Nodejs backends are not "as performant as you build them" nodejs is slow! This is an undeniable fact. If you ever have to do anything computationally intensive, which every backend at some point will nodejs will become the bottleneck.
That's why you shouldn't use slow backend technologies in the first place because you get to the point where you need preformance and it's impossible because your limited by extremely slow runtime you chose initially because it was flashy (not even easier to developer for) when you could have just chosen something better from the start.
Simple crud apps can get by fine with those technologies, but in the future I'd still never use it because you're leaving huge amounts of performance gains on the table for virtually no benefit. I don't buy the argument that javascript is just easier to develop for because it's simply not. The js ecosystem is a disaster.
Go is perhaps the simplest language to learn there is. It's almost impossible to not get it to work because it has so few things you can actually do.
And nodejs only preforms well in hello world benchmarks, real world applications are nothing like that. Once you start having to manipulate large arrays or do any large amount of math nodejs preformance goes into the dumpster.
Typescript (nodejs) backends are not performant, and your ultra modern stack is going to just cause you issues going forward if you need to scale. Prisma is really bad too, slow queries and no flexibility. If you ever need to do any sort of complex query you will just have to write sql anyway. And typescript is only sort of static typing.
These technologies are great for prototyping and building a v1 release to see if what you're trying to achieve is actually possible, but you will regret it later on.
The reason I know this, I work at a startup where we literally had the same backend stack and its been nothing but preformance issue after preformance issue. And it all needs to be replaced. We would have been better off building everything with go/rust in the first place. Or even java.
There's two possible decisions the jury could make, and the jury is composed of a group of people who are chosen by both sides to prevent it from being a biased decision. Obviously not perfect but a lot better than you describe.
Dropping bombs on innocent civilians in a third world country doesn't make you a hero either, but that doesn't stop our media from calling all members of the military involved in the wars in the middle East heroes.
Also read more carefully they never said the "terrorists" were heroes they explained the point of view of the "terrorists"
I just use gnome, I am sure other desktop environments suit others better. But I know gnome just works. Windows and MacOS have the same issues you pointed out with gnome though.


-- Task instructions --
Write out the line that contains "Task: Click on the span: Overview", then every following line to the end of the records below, with no other lines and no changes.

-- Records provided --
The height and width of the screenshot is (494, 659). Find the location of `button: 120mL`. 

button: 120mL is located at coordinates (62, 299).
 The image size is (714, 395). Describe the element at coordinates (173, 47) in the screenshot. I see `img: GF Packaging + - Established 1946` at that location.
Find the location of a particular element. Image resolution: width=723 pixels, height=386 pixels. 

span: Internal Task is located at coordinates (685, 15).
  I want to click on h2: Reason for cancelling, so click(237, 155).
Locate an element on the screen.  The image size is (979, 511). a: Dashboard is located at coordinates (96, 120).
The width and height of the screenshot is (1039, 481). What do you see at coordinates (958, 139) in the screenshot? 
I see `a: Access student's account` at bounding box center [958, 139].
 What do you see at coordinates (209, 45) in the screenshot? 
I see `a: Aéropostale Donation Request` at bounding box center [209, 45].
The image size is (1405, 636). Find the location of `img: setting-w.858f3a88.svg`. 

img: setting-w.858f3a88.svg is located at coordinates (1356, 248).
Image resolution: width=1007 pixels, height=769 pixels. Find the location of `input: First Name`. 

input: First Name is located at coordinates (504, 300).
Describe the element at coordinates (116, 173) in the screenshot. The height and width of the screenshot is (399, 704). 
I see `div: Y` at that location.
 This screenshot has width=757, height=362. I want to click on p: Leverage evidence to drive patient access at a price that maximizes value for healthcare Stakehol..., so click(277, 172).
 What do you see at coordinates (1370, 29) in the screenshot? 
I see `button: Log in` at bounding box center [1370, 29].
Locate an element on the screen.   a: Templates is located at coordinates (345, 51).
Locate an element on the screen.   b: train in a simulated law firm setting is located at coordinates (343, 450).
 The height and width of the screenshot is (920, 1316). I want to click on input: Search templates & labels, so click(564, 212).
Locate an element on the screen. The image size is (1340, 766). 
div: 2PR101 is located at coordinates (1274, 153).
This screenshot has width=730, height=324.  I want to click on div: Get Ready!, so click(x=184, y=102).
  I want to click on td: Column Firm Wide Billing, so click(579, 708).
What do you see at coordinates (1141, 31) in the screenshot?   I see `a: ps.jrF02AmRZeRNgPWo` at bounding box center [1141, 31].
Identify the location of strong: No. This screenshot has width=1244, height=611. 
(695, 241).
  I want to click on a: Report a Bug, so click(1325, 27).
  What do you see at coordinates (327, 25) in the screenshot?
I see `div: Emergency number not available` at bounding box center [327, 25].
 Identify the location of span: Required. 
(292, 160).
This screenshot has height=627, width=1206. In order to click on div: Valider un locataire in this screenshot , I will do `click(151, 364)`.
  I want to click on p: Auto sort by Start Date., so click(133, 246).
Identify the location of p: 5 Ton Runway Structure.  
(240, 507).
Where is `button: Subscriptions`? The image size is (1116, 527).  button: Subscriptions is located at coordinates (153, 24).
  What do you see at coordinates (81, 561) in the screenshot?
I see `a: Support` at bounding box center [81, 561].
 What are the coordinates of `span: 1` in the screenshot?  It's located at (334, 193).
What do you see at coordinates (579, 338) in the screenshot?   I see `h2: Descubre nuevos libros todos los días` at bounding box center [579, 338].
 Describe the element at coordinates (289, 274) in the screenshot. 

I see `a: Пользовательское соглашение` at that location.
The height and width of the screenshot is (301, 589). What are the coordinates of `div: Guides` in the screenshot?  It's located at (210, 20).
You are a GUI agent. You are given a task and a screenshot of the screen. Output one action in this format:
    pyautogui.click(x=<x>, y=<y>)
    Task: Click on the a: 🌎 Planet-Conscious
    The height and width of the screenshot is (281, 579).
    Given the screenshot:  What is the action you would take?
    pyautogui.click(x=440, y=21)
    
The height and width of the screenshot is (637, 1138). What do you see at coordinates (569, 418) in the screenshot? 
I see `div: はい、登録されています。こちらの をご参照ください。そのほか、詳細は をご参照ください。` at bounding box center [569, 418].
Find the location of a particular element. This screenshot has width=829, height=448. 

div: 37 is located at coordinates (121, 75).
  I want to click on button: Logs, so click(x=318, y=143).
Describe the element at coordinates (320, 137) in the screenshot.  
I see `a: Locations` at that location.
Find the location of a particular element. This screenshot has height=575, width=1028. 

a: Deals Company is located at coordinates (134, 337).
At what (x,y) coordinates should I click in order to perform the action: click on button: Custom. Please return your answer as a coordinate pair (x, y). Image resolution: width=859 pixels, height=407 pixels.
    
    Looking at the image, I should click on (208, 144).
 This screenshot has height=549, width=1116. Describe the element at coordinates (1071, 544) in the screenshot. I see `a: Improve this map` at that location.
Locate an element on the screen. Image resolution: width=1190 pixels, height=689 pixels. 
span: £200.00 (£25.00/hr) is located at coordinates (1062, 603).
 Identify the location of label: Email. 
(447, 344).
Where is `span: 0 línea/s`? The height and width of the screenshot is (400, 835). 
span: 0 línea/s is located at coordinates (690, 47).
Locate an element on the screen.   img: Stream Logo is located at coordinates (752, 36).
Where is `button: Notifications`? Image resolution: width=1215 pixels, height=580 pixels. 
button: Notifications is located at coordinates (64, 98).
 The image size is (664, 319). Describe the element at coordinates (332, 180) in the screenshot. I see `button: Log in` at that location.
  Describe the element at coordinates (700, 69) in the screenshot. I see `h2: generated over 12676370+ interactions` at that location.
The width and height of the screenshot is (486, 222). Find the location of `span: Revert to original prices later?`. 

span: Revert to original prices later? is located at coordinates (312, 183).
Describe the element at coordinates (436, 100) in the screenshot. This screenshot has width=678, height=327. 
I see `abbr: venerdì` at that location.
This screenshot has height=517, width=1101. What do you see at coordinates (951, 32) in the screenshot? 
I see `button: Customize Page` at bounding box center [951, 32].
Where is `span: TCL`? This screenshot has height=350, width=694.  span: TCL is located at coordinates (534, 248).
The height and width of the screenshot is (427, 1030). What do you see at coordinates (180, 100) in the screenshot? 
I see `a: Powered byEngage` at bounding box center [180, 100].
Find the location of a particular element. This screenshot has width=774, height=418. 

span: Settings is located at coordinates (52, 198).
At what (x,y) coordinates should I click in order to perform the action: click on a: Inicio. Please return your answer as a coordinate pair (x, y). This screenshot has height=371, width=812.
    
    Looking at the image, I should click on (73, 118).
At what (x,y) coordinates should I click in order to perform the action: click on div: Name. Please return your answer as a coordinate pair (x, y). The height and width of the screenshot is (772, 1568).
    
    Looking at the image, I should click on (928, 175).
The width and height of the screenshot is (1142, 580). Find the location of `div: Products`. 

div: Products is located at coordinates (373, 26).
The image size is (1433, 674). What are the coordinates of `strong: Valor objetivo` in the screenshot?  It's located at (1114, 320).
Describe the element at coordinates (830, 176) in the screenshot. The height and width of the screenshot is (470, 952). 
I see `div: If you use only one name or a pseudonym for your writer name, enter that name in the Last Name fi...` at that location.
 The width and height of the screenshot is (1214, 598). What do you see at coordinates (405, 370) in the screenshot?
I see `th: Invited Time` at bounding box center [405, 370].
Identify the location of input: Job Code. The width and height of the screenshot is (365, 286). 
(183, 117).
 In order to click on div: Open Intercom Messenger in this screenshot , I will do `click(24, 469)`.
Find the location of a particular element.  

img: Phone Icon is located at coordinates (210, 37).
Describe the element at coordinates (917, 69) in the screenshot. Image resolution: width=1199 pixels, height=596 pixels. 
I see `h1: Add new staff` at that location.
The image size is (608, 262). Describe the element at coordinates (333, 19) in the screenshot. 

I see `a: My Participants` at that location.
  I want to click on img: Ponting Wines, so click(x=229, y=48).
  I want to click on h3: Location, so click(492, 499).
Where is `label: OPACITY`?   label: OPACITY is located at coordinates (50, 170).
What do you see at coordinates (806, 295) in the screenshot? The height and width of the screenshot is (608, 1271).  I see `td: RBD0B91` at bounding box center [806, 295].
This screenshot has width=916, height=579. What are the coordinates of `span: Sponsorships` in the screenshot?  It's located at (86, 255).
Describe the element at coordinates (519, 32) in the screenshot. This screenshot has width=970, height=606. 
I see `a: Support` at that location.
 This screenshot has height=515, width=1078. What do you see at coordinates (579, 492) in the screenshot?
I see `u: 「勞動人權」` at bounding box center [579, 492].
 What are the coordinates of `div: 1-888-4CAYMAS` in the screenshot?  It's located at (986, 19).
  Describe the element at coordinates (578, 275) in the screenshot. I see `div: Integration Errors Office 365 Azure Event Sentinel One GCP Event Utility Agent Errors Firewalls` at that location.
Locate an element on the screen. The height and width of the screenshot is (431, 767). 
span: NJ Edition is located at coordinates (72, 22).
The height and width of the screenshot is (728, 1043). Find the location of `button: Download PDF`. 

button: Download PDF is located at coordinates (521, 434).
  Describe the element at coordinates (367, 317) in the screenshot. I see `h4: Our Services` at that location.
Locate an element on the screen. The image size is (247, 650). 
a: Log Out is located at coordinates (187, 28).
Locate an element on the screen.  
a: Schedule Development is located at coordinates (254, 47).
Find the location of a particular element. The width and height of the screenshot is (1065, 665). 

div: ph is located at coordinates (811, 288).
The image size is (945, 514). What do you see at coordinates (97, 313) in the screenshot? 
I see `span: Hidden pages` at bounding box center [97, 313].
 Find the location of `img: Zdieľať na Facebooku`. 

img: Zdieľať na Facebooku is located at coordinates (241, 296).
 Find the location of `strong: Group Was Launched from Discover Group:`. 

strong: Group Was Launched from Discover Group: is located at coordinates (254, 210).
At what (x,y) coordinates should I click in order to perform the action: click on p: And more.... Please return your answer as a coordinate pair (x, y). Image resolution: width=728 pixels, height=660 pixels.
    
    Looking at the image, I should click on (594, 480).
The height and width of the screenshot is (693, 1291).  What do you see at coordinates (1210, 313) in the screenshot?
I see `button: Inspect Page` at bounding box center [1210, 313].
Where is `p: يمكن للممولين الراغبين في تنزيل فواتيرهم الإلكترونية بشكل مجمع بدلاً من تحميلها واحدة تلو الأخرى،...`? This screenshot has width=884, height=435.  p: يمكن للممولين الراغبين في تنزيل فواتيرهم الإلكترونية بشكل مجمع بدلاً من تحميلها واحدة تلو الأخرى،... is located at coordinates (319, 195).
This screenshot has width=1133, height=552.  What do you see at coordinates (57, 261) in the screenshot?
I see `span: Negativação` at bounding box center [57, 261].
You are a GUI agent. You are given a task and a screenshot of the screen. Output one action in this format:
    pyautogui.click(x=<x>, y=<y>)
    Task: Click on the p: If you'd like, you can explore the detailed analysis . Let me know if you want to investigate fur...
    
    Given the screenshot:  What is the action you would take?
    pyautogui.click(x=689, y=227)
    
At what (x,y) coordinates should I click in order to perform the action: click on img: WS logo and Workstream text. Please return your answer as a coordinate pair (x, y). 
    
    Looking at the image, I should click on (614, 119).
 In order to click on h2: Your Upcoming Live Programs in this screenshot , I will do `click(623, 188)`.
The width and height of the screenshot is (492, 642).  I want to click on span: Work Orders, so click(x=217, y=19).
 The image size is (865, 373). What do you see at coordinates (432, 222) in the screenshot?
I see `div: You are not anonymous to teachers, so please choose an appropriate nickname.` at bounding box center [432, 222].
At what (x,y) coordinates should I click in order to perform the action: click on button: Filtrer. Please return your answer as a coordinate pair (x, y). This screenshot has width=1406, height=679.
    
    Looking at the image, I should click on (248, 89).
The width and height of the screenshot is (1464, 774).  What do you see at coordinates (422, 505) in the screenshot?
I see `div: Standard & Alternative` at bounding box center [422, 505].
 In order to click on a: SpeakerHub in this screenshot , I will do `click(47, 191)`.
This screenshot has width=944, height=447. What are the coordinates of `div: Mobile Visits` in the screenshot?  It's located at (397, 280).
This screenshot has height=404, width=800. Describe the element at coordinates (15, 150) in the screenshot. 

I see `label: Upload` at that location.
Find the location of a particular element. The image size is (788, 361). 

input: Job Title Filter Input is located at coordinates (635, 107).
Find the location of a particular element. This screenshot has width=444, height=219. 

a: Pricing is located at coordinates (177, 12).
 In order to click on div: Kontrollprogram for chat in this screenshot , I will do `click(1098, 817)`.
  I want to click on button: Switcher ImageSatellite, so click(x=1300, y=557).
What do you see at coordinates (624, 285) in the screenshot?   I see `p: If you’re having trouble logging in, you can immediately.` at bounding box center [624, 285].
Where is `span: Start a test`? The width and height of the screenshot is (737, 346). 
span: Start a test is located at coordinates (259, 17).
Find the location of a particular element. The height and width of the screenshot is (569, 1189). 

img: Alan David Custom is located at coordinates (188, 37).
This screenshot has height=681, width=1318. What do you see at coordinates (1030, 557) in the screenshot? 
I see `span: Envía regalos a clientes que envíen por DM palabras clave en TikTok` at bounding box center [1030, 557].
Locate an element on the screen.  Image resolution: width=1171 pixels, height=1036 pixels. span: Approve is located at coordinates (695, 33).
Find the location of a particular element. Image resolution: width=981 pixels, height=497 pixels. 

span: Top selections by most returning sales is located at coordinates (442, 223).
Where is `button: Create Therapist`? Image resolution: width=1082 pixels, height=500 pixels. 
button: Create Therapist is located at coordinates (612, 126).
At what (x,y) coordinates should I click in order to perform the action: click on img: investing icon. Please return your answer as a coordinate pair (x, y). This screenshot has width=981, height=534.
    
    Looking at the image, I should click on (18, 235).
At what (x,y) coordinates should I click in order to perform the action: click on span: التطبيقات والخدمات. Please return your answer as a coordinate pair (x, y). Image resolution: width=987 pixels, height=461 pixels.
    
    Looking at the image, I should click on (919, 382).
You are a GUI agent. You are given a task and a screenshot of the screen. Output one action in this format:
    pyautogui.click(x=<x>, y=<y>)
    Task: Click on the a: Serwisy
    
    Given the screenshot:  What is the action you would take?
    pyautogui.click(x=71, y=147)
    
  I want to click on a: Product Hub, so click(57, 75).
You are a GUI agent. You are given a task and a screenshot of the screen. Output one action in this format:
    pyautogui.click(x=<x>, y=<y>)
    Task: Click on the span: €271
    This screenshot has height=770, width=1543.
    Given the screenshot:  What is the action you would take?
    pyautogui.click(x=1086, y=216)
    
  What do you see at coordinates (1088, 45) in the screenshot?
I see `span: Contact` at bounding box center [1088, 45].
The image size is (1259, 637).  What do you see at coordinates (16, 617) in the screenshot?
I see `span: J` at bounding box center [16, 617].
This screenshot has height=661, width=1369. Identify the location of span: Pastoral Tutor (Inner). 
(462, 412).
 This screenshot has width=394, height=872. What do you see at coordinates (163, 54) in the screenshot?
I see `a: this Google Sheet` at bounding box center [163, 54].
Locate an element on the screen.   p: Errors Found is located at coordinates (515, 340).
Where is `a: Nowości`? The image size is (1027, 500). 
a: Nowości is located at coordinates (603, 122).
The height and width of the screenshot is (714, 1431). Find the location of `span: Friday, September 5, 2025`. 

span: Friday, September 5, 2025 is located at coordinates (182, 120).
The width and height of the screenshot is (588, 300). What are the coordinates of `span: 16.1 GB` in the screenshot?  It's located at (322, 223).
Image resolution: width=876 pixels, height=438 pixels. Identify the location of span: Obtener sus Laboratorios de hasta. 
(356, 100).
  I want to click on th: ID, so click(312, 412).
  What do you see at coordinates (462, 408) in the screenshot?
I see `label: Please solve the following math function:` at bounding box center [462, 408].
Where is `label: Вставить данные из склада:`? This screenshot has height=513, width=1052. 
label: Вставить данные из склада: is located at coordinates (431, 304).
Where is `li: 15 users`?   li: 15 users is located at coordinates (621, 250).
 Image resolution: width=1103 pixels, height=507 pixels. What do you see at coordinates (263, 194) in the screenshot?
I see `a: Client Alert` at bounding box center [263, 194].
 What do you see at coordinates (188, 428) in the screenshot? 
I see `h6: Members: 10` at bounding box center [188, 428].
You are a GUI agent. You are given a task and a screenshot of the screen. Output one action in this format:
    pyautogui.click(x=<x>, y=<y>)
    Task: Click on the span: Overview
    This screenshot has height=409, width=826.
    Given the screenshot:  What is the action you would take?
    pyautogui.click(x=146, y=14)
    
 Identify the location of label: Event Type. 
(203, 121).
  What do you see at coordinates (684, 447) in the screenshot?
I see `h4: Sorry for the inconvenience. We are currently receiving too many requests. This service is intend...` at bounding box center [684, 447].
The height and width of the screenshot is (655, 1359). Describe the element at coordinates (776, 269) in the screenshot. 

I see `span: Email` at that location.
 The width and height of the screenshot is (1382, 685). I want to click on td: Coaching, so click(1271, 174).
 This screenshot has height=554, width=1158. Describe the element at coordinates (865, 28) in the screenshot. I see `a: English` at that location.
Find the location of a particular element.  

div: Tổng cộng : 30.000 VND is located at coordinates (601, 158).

-- Solution for this task --
    Task: Click on the span: Overview
    This screenshot has height=409, width=826.
    Given the screenshot:  What is the action you would take?
    pyautogui.click(x=146, y=14)
    
 Identify the location of label: Event Type. 
(203, 121).
  What do you see at coordinates (684, 447) in the screenshot?
I see `h4: Sorry for the inconvenience. We are currently receiving too many requests. This service is intend...` at bounding box center [684, 447].
The height and width of the screenshot is (655, 1359). Describe the element at coordinates (776, 269) in the screenshot. 

I see `span: Email` at that location.
 The width and height of the screenshot is (1382, 685). I want to click on td: Coaching, so click(1271, 174).
 This screenshot has height=554, width=1158. Describe the element at coordinates (865, 28) in the screenshot. I see `a: English` at that location.
Find the location of a particular element.  

div: Tổng cộng : 30.000 VND is located at coordinates (601, 158).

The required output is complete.